Justified (M-Net Series, Tuesday at 8.30pm): I am really looking forward to this one. From the FX network it stars yummy Timothy Olyphant (Hitman, Deadwood, Damages) as Deputy US Marshal Raylan Givens who is exiled to his rural Kentucky mining hometown after his controversial shooting of a Miami drug cartel assassin. The series was created by Graham Yost who has written for films Speed and Hard Rain, and TV series like Band of Brothers and Boomtown, as well as writing and directing for the Tom Hanks/ Steven Spielberg award-winner The Pacific. Wait, there’s more – the Raylan Givens characters is based on the one in Elmore Leonard’s novels Pronto and Riding the Rap and his short story Fire in the Hole. When it premiered last year, Justified was the highest debut for the network and its second season is currently on air in the US.

Top Gear (BBC Entertainment, Wednesday at 8.30pm): My three favourite men who taught me the catch phrase “how hard can it be?” return for their 15th season with more madness, mayhem and petrol fumes. Jeremy Clarkson leaps right in with the question “Why aren’t there more three-wheeled cars in the world?” – and I am sure there is a good reason, while James May gives the Toyota Hilux one final assignment as he attempts to drive one up an active volcano in Iceland. Hammond gives the old Chevrolet Lacetti a dignified send off before he and Jeremy host a star studded tea party to welcome in a new reasonably priced car. Stars in this season include Harry Potter star Rupert Grint, Cameron Diaz, Jeff Goldblum and Formula 1 driver Rubens Barrichello.

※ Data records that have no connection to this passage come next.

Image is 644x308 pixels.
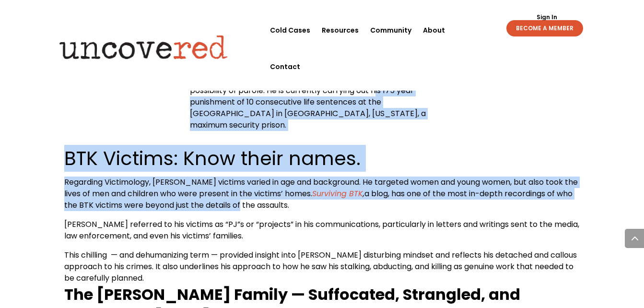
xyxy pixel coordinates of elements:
span: [PERSON_NAME] referred to his victims as “PJ”s or “projects” in his communications, particularly ... [64,219,579,241]
a: Cold Cases [270,12,310,49]
a: About [423,12,445,49]
a: Sign In [531,14,562,20]
span: , [363,188,364,199]
a: BECOME A MEMBER [506,20,583,37]
span: BTK Victims: Know their names. [64,145,361,172]
img: Uncovered logo [51,28,236,66]
a: Contact [270,49,300,85]
a: Community [370,12,411,49]
a: Resources [321,12,359,49]
span: a blog, has one of the most in-depth recordings of who the BTK victims were beyond just the detai... [64,188,573,210]
a: Surviving BTK [312,188,363,199]
span: This chilling — and dehumanizing term — provided insight into [PERSON_NAME] disturbing mindset an... [64,250,576,283]
span: Regarding Victimology, [PERSON_NAME] victims varied in age and background. He targeted women and ... [64,177,578,199]
span: [PERSON_NAME] pled guilty to 10 counts of first degree murder, and was sentenced to [MEDICAL_DATA... [190,62,448,130]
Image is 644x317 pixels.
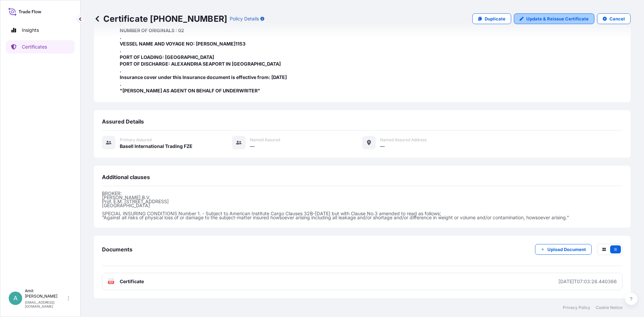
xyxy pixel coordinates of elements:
[526,16,589,22] p: Update & Reissue Certificate
[120,137,151,143] span: Primary assured
[13,295,17,301] span: A
[484,16,505,22] p: Duplicate
[535,244,591,255] button: Upload Document
[109,281,113,284] text: PDF
[102,174,150,180] span: Additional clauses
[250,137,280,143] span: Named Assured
[25,300,67,308] p: [EMAIL_ADDRESS][DOMAIN_NAME]
[25,289,67,299] p: Amit [PERSON_NAME]
[94,13,227,24] p: Certificate [PHONE_NUMBER]
[102,118,144,125] span: Assured Details
[558,278,617,285] div: [DATE]T07:03:26.440366
[380,137,426,143] span: Named Assured Address
[102,273,623,290] a: PDFCertificate[DATE]T07:03:26.440366
[102,246,133,253] span: Documents
[596,305,623,311] a: Cookie Notice
[563,305,590,311] a: Privacy Policy
[22,27,39,33] p: Insights
[609,16,625,22] p: Cancel
[6,40,75,54] a: Certificates
[472,13,511,24] a: Duplicate
[547,246,586,253] p: Upload Document
[513,13,594,24] a: Update & Reissue Certificate
[102,191,623,220] p: BROKER: [PERSON_NAME] B.V. Prof. E.M. [STREET_ADDRESS] [GEOGRAPHIC_DATA] SPECIAL INSURING CONDITI...
[250,143,255,150] span: —
[597,13,631,24] button: Cancel
[380,143,385,150] span: —
[22,43,47,50] p: Certificates
[120,278,144,285] span: Certificate
[120,143,192,150] span: Basell International Trading FZE
[230,16,259,22] p: Policy Details
[6,24,75,37] a: Insights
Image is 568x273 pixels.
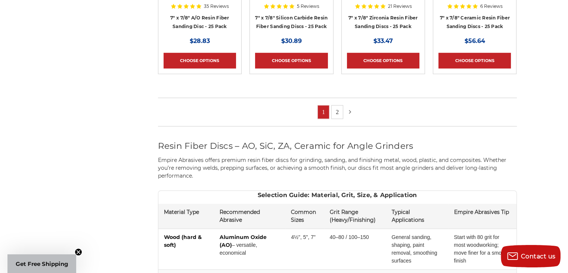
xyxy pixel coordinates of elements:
span: $28.83 [190,37,210,44]
span: 5 Reviews [297,4,319,9]
span: $33.47 [374,37,393,44]
td: General sanding, shaping, paint removal, smoothing surfaces [386,229,448,269]
span: Resin Fiber Discs – AO, SiC, ZA, Ceramic for Angle Grinders [158,140,413,151]
a: 7" x 7/8" Silicon Carbide Resin Fiber Sanding Discs - 25 Pack [255,15,328,29]
td: 40–80 / 100–150 [324,229,386,269]
span: 21 Reviews [388,4,412,9]
a: 2 [332,105,343,118]
td: 4½", 5", 7" [285,229,324,269]
span: 6 Reviews [480,4,503,9]
a: 7" x 7/8" Ceramic Resin Fiber Sanding Discs - 25 Pack [440,15,510,29]
div: Get Free ShippingClose teaser [7,254,76,273]
a: Choose Options [255,53,328,68]
td: – versatile, economical [214,229,285,269]
th: Material Type [158,204,214,229]
span: Get Free Shipping [16,260,68,267]
span: $56.64 [465,37,485,44]
span: Empire Abrasives offers premium resin fiber discs for grinding, sanding, and finishing metal, woo... [158,157,506,179]
span: 35 Reviews [204,4,229,9]
a: 7" x 7/8" A/O Resin Fiber Sanding Disc - 25 Pack [170,15,229,29]
strong: Wood (hard & soft) [164,233,202,248]
td: Start with 80 grit for most woodworking; move finer for a smooth finish [448,229,516,269]
th: Typical Applications [386,204,448,229]
button: Contact us [501,245,561,267]
span: Contact us [521,252,556,260]
th: Grit Range (Heavy/Finishing) [324,204,386,229]
strong: Aluminum Oxide (AO) [220,233,267,248]
button: Close teaser [75,248,82,255]
a: Choose Options [439,53,511,68]
a: 7" x 7/8" Zirconia Resin Fiber Sanding Discs - 25 Pack [348,15,418,29]
th: Common Sizes [285,204,324,229]
h3: Selection Guide: Material, Grit, Size, & Application [158,190,517,199]
a: Choose Options [164,53,236,68]
span: $30.89 [281,37,302,44]
th: Recommended Abrasive [214,204,285,229]
a: 1 [318,105,329,118]
th: Empire Abrasives Tip [448,204,516,229]
a: Choose Options [347,53,419,68]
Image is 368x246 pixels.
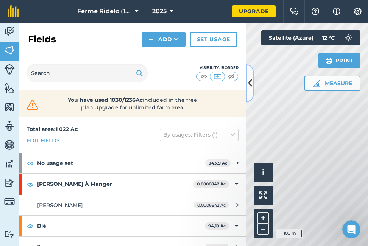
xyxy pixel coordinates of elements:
[152,7,167,16] span: 2025
[27,221,34,230] img: svg+xml;base64,PHN2ZyB4bWxucz0iaHR0cDovL3d3dy53My5vcmcvMjAwMC9zdmciIHdpZHRoPSIxOCIgaGVpZ2h0PSIyNC...
[262,168,264,177] span: i
[160,129,238,141] button: By usages, Filters (1)
[208,223,226,229] strong: 94,19 Ac
[190,32,237,47] a: Set usage
[4,26,15,37] img: svg+xml;base64,PD94bWwgdmVyc2lvbj0iMS4wIiBlbmNvZGluZz0idXRmLTgiPz4KPCEtLSBHZW5lcmF0b3I6IEFkb2JlIE...
[4,177,15,188] img: svg+xml;base64,PD94bWwgdmVyc2lvbj0iMS4wIiBlbmNvZGluZz0idXRmLTgiPz4KPCEtLSBHZW5lcmF0b3I6IEFkb2JlIE...
[27,180,34,189] img: svg+xml;base64,PHN2ZyB4bWxucz0iaHR0cDovL3d3dy53My5vcmcvMjAwMC9zdmciIHdpZHRoPSIxOCIgaGVpZ2h0PSIyNC...
[196,65,238,71] div: Visibility: Border
[19,216,246,236] div: Blé94,19 Ac
[4,158,15,170] img: svg+xml;base64,PD94bWwgdmVyc2lvbj0iMS4wIiBlbmNvZGluZz0idXRmLTgiPz4KPCEtLSBHZW5lcmF0b3I6IEFkb2JlIE...
[68,97,143,103] strong: You have used 1030/1236Ac
[37,153,205,173] strong: No usage set
[213,73,222,80] img: svg+xml;base64,PHN2ZyB4bWxucz0iaHR0cDovL3d3dy53My5vcmcvMjAwMC9zdmciIHdpZHRoPSI1MCIgaGVpZ2h0PSI0MC...
[304,76,360,91] button: Measure
[37,174,193,194] strong: [PERSON_NAME] À Manger
[25,99,40,111] img: svg+xml;base64,PHN2ZyB4bWxucz0iaHR0cDovL3d3dy53My5vcmcvMjAwMC9zdmciIHdpZHRoPSIzMiIgaGVpZ2h0PSIzMC...
[194,202,229,208] span: 0,0006842 Ac
[342,220,360,238] iframe: Intercom live chat
[322,30,335,45] span: 12 ° C
[325,56,332,65] img: svg+xml;base64,PHN2ZyB4bWxucz0iaHR0cDovL3d3dy53My5vcmcvMjAwMC9zdmciIHdpZHRoPSIxOSIgaGVpZ2h0PSIyNC...
[26,126,78,132] strong: Total area : 1 022 Ac
[333,7,340,16] img: svg+xml;base64,PHN2ZyB4bWxucz0iaHR0cDovL3d3dy53My5vcmcvMjAwMC9zdmciIHdpZHRoPSIxNyIgaGVpZ2h0PSIxNy...
[27,159,34,168] img: svg+xml;base64,PHN2ZyB4bWxucz0iaHR0cDovL3d3dy53My5vcmcvMjAwMC9zdmciIHdpZHRoPSIxOCIgaGVpZ2h0PSIyNC...
[25,96,240,111] a: You have used 1030/1236Acincluded in the free plan.Upgrade for unlimited farm area.
[4,64,15,75] img: svg+xml;base64,PD94bWwgdmVyc2lvbj0iMS4wIiBlbmNvZGluZz0idXRmLTgiPz4KPCEtLSBHZW5lcmF0b3I6IEFkb2JlIE...
[259,191,267,199] img: Four arrows, one pointing top left, one top right, one bottom right and the last bottom left
[313,79,320,87] img: Ruler icon
[290,8,299,15] img: Two speech bubbles overlapping with the left bubble in the forefront
[77,7,132,16] span: Ferme Ridelo (1987) EN.
[19,153,246,173] div: No usage set343,9 Ac
[142,32,185,47] button: Add
[19,174,246,194] div: [PERSON_NAME] À Manger0,0006842 Ac
[4,196,15,207] img: svg+xml;base64,PD94bWwgdmVyc2lvbj0iMS4wIiBlbmNvZGluZz0idXRmLTgiPz4KPCEtLSBHZW5lcmF0b3I6IEFkb2JlIE...
[4,45,15,56] img: svg+xml;base64,PHN2ZyB4bWxucz0iaHR0cDovL3d3dy53My5vcmcvMjAwMC9zdmciIHdpZHRoPSI1NiIgaGVpZ2h0PSI2MC...
[52,96,213,111] span: included in the free plan .
[311,8,320,15] img: A question mark icon
[37,216,205,236] strong: Blé
[94,104,184,111] span: Upgrade for unlimited farm area.
[26,136,60,145] a: Edit fields
[209,160,227,166] strong: 343,9 Ac
[28,33,56,45] h2: Fields
[341,30,356,45] img: svg+xml;base64,PD94bWwgdmVyc2lvbj0iMS4wIiBlbmNvZGluZz0idXRmLTgiPz4KPCEtLSBHZW5lcmF0b3I6IEFkb2JlIE...
[4,139,15,151] img: svg+xml;base64,PD94bWwgdmVyc2lvbj0iMS4wIiBlbmNvZGluZz0idXRmLTgiPz4KPCEtLSBHZW5lcmF0b3I6IEFkb2JlIE...
[148,35,154,44] img: svg+xml;base64,PHN2ZyB4bWxucz0iaHR0cDovL3d3dy53My5vcmcvMjAwMC9zdmciIHdpZHRoPSIxNCIgaGVpZ2h0PSIyNC...
[257,224,269,235] button: –
[4,101,15,113] img: svg+xml;base64,PHN2ZyB4bWxucz0iaHR0cDovL3d3dy53My5vcmcvMjAwMC9zdmciIHdpZHRoPSI1NiIgaGVpZ2h0PSI2MC...
[254,163,272,182] button: i
[26,64,148,82] input: Search
[197,181,226,187] strong: 0,0006842 Ac
[257,212,269,224] button: +
[314,30,360,45] button: 12 °C
[4,230,15,238] img: svg+xml;base64,PD94bWwgdmVyc2lvbj0iMS4wIiBlbmNvZGluZz0idXRmLTgiPz4KPCEtLSBHZW5lcmF0b3I6IEFkb2JlIE...
[226,73,236,80] img: svg+xml;base64,PHN2ZyB4bWxucz0iaHR0cDovL3d3dy53My5vcmcvMjAwMC9zdmciIHdpZHRoPSI1MCIgaGVpZ2h0PSI0MC...
[232,5,276,17] a: Upgrade
[261,30,334,45] button: Satellite (Azure)
[136,68,143,78] img: svg+xml;base64,PHN2ZyB4bWxucz0iaHR0cDovL3d3dy53My5vcmcvMjAwMC9zdmciIHdpZHRoPSIxOSIgaGVpZ2h0PSIyNC...
[353,8,362,15] img: A cog icon
[199,73,209,80] img: svg+xml;base64,PHN2ZyB4bWxucz0iaHR0cDovL3d3dy53My5vcmcvMjAwMC9zdmciIHdpZHRoPSI1MCIgaGVpZ2h0PSI0MC...
[19,195,246,215] a: [PERSON_NAME]0,0006842 Ac
[8,5,19,17] img: fieldmargin Logo
[37,202,83,209] span: [PERSON_NAME]
[4,120,15,132] img: svg+xml;base64,PD94bWwgdmVyc2lvbj0iMS4wIiBlbmNvZGluZz0idXRmLTgiPz4KPCEtLSBHZW5lcmF0b3I6IEFkb2JlIE...
[4,83,15,94] img: svg+xml;base64,PHN2ZyB4bWxucz0iaHR0cDovL3d3dy53My5vcmcvMjAwMC9zdmciIHdpZHRoPSI1NiIgaGVpZ2h0PSI2MC...
[318,53,361,68] button: Print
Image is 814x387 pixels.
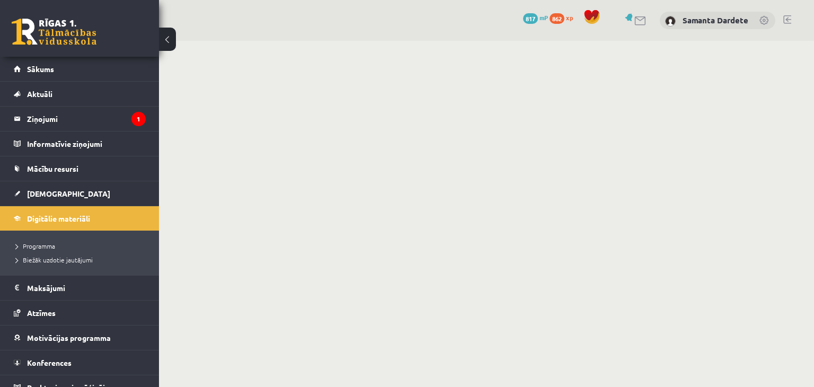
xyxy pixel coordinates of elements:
[27,131,146,156] legend: Informatīvie ziņojumi
[523,13,538,24] span: 817
[27,214,90,223] span: Digitālie materiāli
[27,189,110,198] span: [DEMOGRAPHIC_DATA]
[566,13,573,22] span: xp
[14,326,146,350] a: Motivācijas programma
[550,13,565,24] span: 862
[27,276,146,300] legend: Maksājumi
[16,241,148,251] a: Programma
[131,112,146,126] i: 1
[665,16,676,27] img: Samanta Dardete
[27,333,111,343] span: Motivācijas programma
[16,256,93,264] span: Biežāk uzdotie jautājumi
[14,276,146,300] a: Maksājumi
[523,13,548,22] a: 817 mP
[14,107,146,131] a: Ziņojumi1
[540,13,548,22] span: mP
[14,181,146,206] a: [DEMOGRAPHIC_DATA]
[27,308,56,318] span: Atzīmes
[27,64,54,74] span: Sākums
[27,164,78,173] span: Mācību resursi
[14,131,146,156] a: Informatīvie ziņojumi
[27,358,72,367] span: Konferences
[683,15,749,25] a: Samanta Dardete
[14,156,146,181] a: Mācību resursi
[14,206,146,231] a: Digitālie materiāli
[14,301,146,325] a: Atzīmes
[14,82,146,106] a: Aktuāli
[14,350,146,375] a: Konferences
[12,19,97,45] a: Rīgas 1. Tālmācības vidusskola
[16,242,55,250] span: Programma
[27,107,146,131] legend: Ziņojumi
[14,57,146,81] a: Sākums
[550,13,578,22] a: 862 xp
[16,255,148,265] a: Biežāk uzdotie jautājumi
[27,89,52,99] span: Aktuāli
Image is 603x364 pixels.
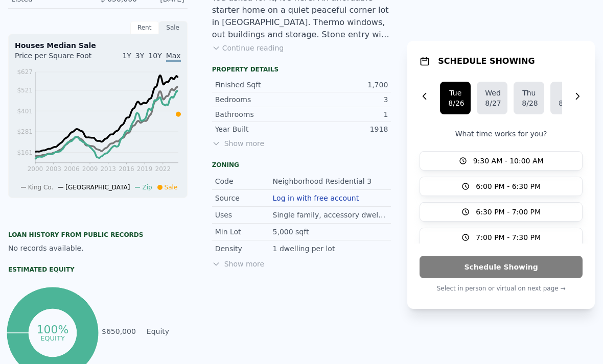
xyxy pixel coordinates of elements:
[559,88,573,98] div: Fri
[521,98,536,108] div: 8/28
[40,334,65,341] tspan: equity
[36,323,69,336] tspan: 100%
[513,82,544,114] button: Thu8/28
[216,226,273,237] div: Min Lot
[122,51,131,59] span: 1Y
[119,165,135,173] tspan: 2016
[473,156,544,166] span: 9:30 AM - 10:00 AM
[66,184,130,191] span: [GEOGRAPHIC_DATA]
[419,228,582,247] button: 7:00 PM - 7:30 PM
[212,259,391,269] div: Show more
[28,165,44,173] tspan: 2000
[159,21,188,34] div: Sale
[100,165,116,173] tspan: 2013
[448,88,463,98] div: Tue
[148,51,162,59] span: 10Y
[273,226,311,237] div: 5,000 sqft
[216,94,302,104] div: Bedrooms
[17,108,32,115] tspan: $401
[15,51,97,66] div: Price per Square Foot
[165,184,177,191] span: Sale
[551,82,581,114] button: Fri8/29
[216,124,302,135] div: Year Built
[8,243,188,253] div: No records available.
[130,21,159,34] div: Rent
[212,43,284,53] button: Continue reading
[273,244,338,254] div: 1 dwelling per lot
[142,184,152,191] span: Zip
[440,82,471,114] button: Tue8/26
[166,51,181,62] span: Max
[145,325,191,337] td: Equity
[17,128,32,135] tspan: $281
[216,109,302,119] div: Bathrooms
[8,265,188,274] div: Estimated Equity
[273,210,388,220] div: Single family, accessory dwellings.
[302,124,388,135] div: 1918
[419,176,582,196] button: 6:00 PM - 6:30 PM
[64,165,80,173] tspan: 2006
[137,165,153,173] tspan: 2019
[475,207,540,217] span: 6:30 PM - 7:00 PM
[302,109,388,119] div: 1
[438,55,535,67] h1: SCHEDULE SHOWING
[17,68,32,75] tspan: $627
[419,256,582,278] button: Schedule Showing
[45,165,61,173] tspan: 2003
[216,193,273,203] div: Source
[8,231,188,239] div: Loan history from public records
[477,82,507,114] button: Wed8/27
[485,98,499,108] div: 8/27
[419,129,582,138] p: What time works for you?
[212,138,391,149] span: Show more
[273,176,374,186] div: Neighborhood Residential 3
[559,98,573,108] div: 8/29
[216,210,273,220] div: Uses
[28,184,54,191] span: King Co.
[419,282,582,294] p: Select in person or virtual on next page →
[448,98,463,108] div: 8/26
[212,66,391,74] div: Property details
[302,94,388,104] div: 3
[212,161,391,169] div: Zoning
[475,181,540,191] span: 6:00 PM - 6:30 PM
[17,87,32,94] tspan: $521
[419,151,582,170] button: 9:30 AM - 10:00 AM
[419,202,582,222] button: 6:30 PM - 7:00 PM
[216,80,302,90] div: Finished Sqft
[17,149,32,156] tspan: $161
[216,176,273,186] div: Code
[155,165,171,173] tspan: 2022
[302,80,388,90] div: 1,700
[521,88,536,98] div: Thu
[135,51,144,59] span: 3Y
[475,232,540,242] span: 7:00 PM - 7:30 PM
[101,325,136,337] td: $650,000
[216,244,273,254] div: Density
[485,88,499,98] div: Wed
[273,194,359,202] button: Log in with free account
[82,165,98,173] tspan: 2009
[15,40,181,51] div: Houses Median Sale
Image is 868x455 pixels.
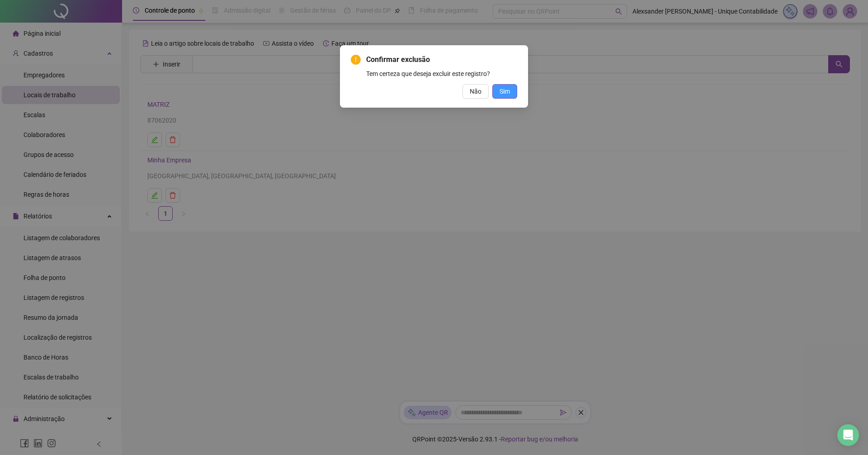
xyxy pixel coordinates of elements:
[351,54,361,65] span: exclamation-circle
[463,84,489,98] button: Não
[366,70,490,77] span: Tem certeza que deseja excluir este registro?
[492,84,517,98] button: Sim
[499,87,510,97] span: Sim
[837,424,859,446] div: Open Intercom Messenger
[366,55,430,64] span: Confirmar exclusão
[470,87,482,97] span: Não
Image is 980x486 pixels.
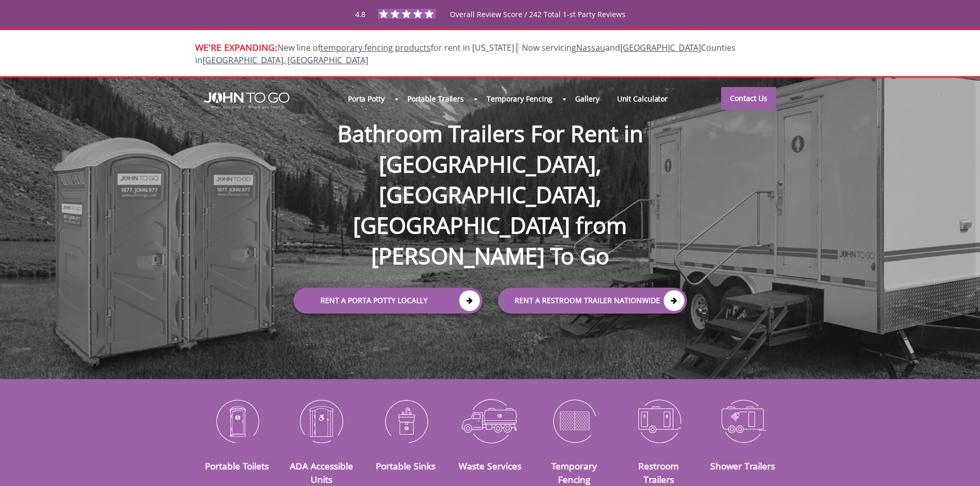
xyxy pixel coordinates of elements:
[294,288,483,314] a: Rent a Porta Potty Locally
[205,459,269,472] a: Portable Toilets
[624,394,693,448] img: Restroom-Trailers-icon_N.png
[290,459,353,485] a: ADA Accessible Units
[710,459,775,472] a: Shower Trailers
[478,88,561,110] a: Temporary Fencing
[551,459,597,485] a: Temporary Fencing
[195,41,277,53] span: WE'RE EXPANDING:
[195,42,736,66] span: New line of for rent in [US_STATE]
[371,394,440,448] img: Portable-Sinks-icon_N.png
[458,459,522,472] a: Waste Services
[398,88,472,110] a: Portable Trailers
[576,42,605,53] a: Nassau
[450,9,625,40] span: Overall Review Score / 242 Total 1-st Party Reviews
[203,394,272,448] img: Portable-Toilets-icon_N.png
[540,394,609,448] img: Temporary-Fencing-cion_N.png
[204,92,290,109] img: JOHN to go
[283,85,697,271] h1: Bathroom Trailers For Rent in [GEOGRAPHIC_DATA], [GEOGRAPHIC_DATA], [GEOGRAPHIC_DATA] from [PERSO...
[287,394,355,448] img: ADA-Accessible-Units-icon_N.png
[320,42,431,53] a: temporary fencing products
[566,88,608,110] a: Gallery
[708,394,778,448] img: Shower-Trailers-icon_N.png
[721,87,776,110] a: Contact Us
[498,288,687,314] a: rent a RESTROOM TRAILER Nationwide
[339,88,394,110] a: Porta Potty
[355,9,365,20] span: 4.8
[376,459,435,472] a: Portable Sinks
[638,459,679,485] a: Restroom Trailers
[608,88,677,110] a: Unit Calculator
[455,394,525,448] img: Waste-Services-icon_N.png
[202,55,368,66] a: [GEOGRAPHIC_DATA], [GEOGRAPHIC_DATA]
[514,40,520,54] span: |
[620,42,701,53] a: [GEOGRAPHIC_DATA]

The Mentalist (M-Net, Wednesday at 8.30pm): Jane goes and gets himself kidnapped and the CBI team must go back through years of casework.

The list of suspects is extremely long as they realise almost everyone he’s ever dealt with might want to harm him. He does have that effect on people.

Desperate Housewives (M-Net, Thursday at 8.30pm): This is another series which seems to have lost its sparkle. Here, I blame Vanessa Williams. Could any actress possibly be more one dimensional?

I see little difference between her character here and Wilhelmina in Ugly Betty. It’s Thanksgiving on Wisteria Lane so Gabrielle and Carlos lay on a lavish show-off feast for Carmen, Hector and Grace.